Even before a baby is conceived, lifestyle factors can influence the health of the fetus and child. It was this fact that motivated Saima Sachwani, assistant professor at the Aga Khan University’s School of Nursing and Midwifery, to pursue a career in public health as a researcher. She was also recently recognised as one of the World Health Organization’s 100 Outstanding Nurses.

Saima first became interested in public health in 1998 when she started working in a neonatal intensive care unit after receiving her nursing diploma. There, she witnessed the prevalence of prematurity and low birth weight among infant patients. It was painful for her to see newborns crying, often lying helplessly on a ventilator.

“That is something that should not be the fate of these newborns,” she said. “Everyone deserves to be born healthy and have a good quality of life.”

Saima soon learned that trying to control babies’ weight after birth was not solving the problem — only managing it.
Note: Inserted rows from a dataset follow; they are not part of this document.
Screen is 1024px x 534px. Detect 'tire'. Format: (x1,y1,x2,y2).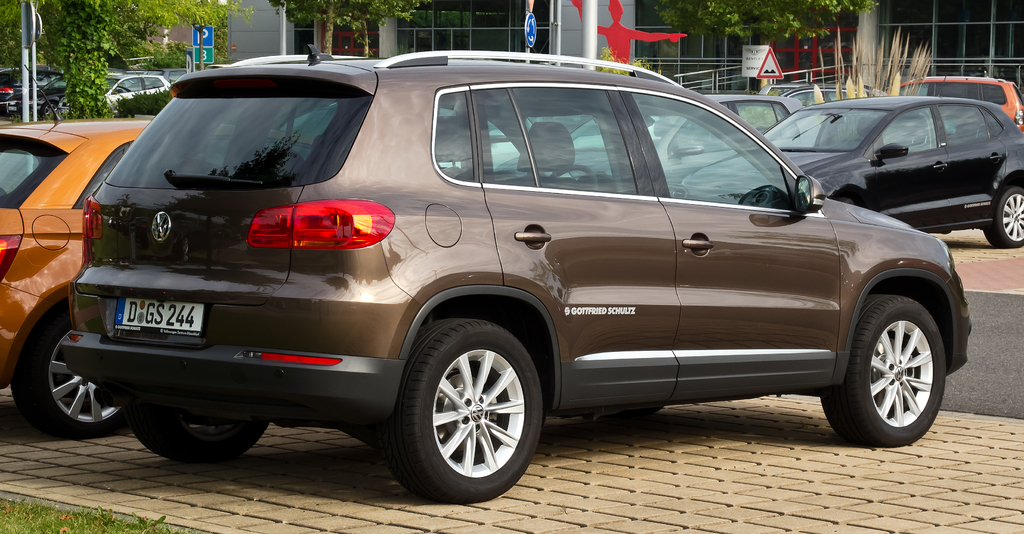
(390,322,543,504).
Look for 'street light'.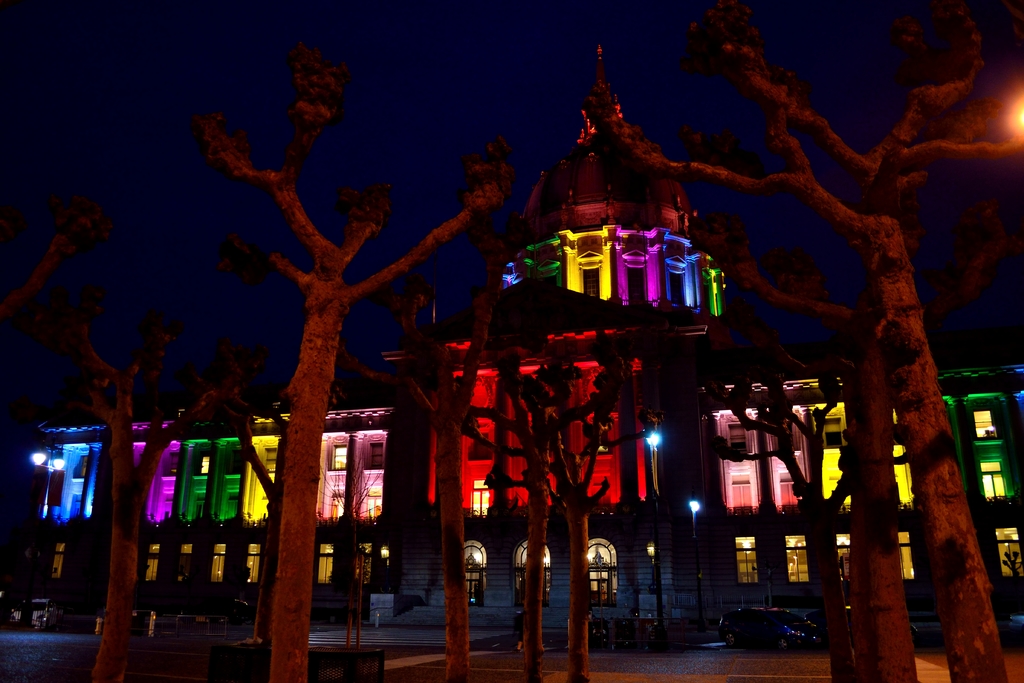
Found: Rect(689, 498, 700, 629).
Preventing disease from the onset and promoting a healthy lifestyle for mother and child was a more effective solution for childhood health conditions such as this. Actively promoting childhood nutrition and health would also reduce the risk of disease later in life.

“In the first two years of life, if the child is given proper nutrition, the noncommunicable disease burden can be controlled by quite a magnitude,” she said.

As a researcher and instructor in public health, Saima notes that one of the unique features and challenges in this field is the amount of time it can take to witness positive lifestyle changes within society.

“In public health, if you would like to change a single behaviour — for example, tobacco addiction or use of vaccines — it can take up to 10 to 15 years or even longer,” she said. “If you lecture people not to do something, it’s also more difficult to make them adopt good behaviour.”

When teaching community health nurses about health education, Saima also finds the traditional method of lecturing to be ineffective. Instead, she has adopted a more innovative approach by integrating drama, theatre, and the performing arts into the nursing curricula.

“Tales, drama, and theatre are historically proven to trigger our emotions and create a greater impact on our memory and feelings,” she said.

To teach nursing students about breast cancer, Saima and her students drafted and performed a short story about a young woman who suffered from the disease. The woman was about to graduate from university and get married, but before her graduation day, she noticed an abnormal lump in her breast. Because of cultural stigma, she chose not to tell her mother or friends. Two months later, on the day of her graduation, she felt pain in the same area but again chose to hide it. Days before her wedding, the pain worsened and her mother began to inquire what was wrong. The young woman denied that she felt pain, although something was seemingly wrong. After marriage, the young woman finally told her husband that she was unwell. When he took her to the doctor, they found out that she had an advanced stage of breast cancer. Had she come earlier, there was a good chance of treatment and recovery, but now it was too late.

Saima described that the story left an impact on many of her students, particularly the way that it aroused their feelings and enabled them to understand and relate to the emotional impact of health conditions.

“Many women in the community had tears in their eyes. Even after the session ended, they wanted to stay back and ask questions,” she said. “If we want prevention and messages to be clear, convincing, and promising, we have to adapt to these innovative strategies.”

Saima expressed how blessed she feels to be a nurse and to receive recognition from the WHO for her work. “It is a shared award, a shared recognition, and a shared celebration for the nursing community [and] for AKDN,” she said.